Shelley Simpson Hoax, 2019

Stainless steel, dimensions variable.

In 1852 it was announced that gold had been found on Waiheke. £100 had been offered to anyone who found gold on the Island, and a man named Merrick was claiming the prize. An investigation team set out to the Island to see whether the claim was legitimate, only to find that it was not, and the event became known as the ‘Waiheke Gold Hoax.’

During the 19th century the hunt for gold in NZ was fierce. Fortunes were made and lost, communities were rapidly built and just as quickly abandoned. If gold had been discovered at Waiheke, it would be a different place today. Waiheke offers other riches; as a holiday destination, a place to make wine, a valued home, a place of refuge, a creative centre and a beautiful natural treasure.

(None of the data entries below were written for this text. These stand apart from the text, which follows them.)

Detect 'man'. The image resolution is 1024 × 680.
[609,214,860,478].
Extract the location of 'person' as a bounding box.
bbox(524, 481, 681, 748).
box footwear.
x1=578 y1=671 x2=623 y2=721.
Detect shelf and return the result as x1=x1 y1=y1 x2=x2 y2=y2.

The highly reflective surfaces of Hoax reflect our desires back to us, which in the 19th century may have been the riches available to those who extracted minerals from the Earth. Now in the 21st century we look for solutions to the problems we have inherited directly from the types of behaviour that extractive mining was and is part of. Today, we search for a way to navigate the difficulties of living in the Anthropocene, the geological epoch we now inhabit, when, for the first time, human activity is clearly present in the geological record.

Shelley Simpson

Born in Christchurch. Lives and works in Auckland.

Shelley Simpson considers ideas around ecology and materialism, specifically transformation, cooperation and symbiosis. She works in a variety of media, including sculpture, installation, video and photography. Her recent projects have been based on mining; exploring the complex relationship we have with the land and extractive technologies. In 2018 she was the recipient of a Wild Creations grant from Creative NZ and the Department of Conservation. The grant enabled her to travel to Port Pegasus in Rakiura, Stewart Island to work on a project about a 19th Century tin mining rush.
Shelley received an MFA (First class honours) from Elam in 2016. She is a member of the RM Gallery and Project Space directorial collective.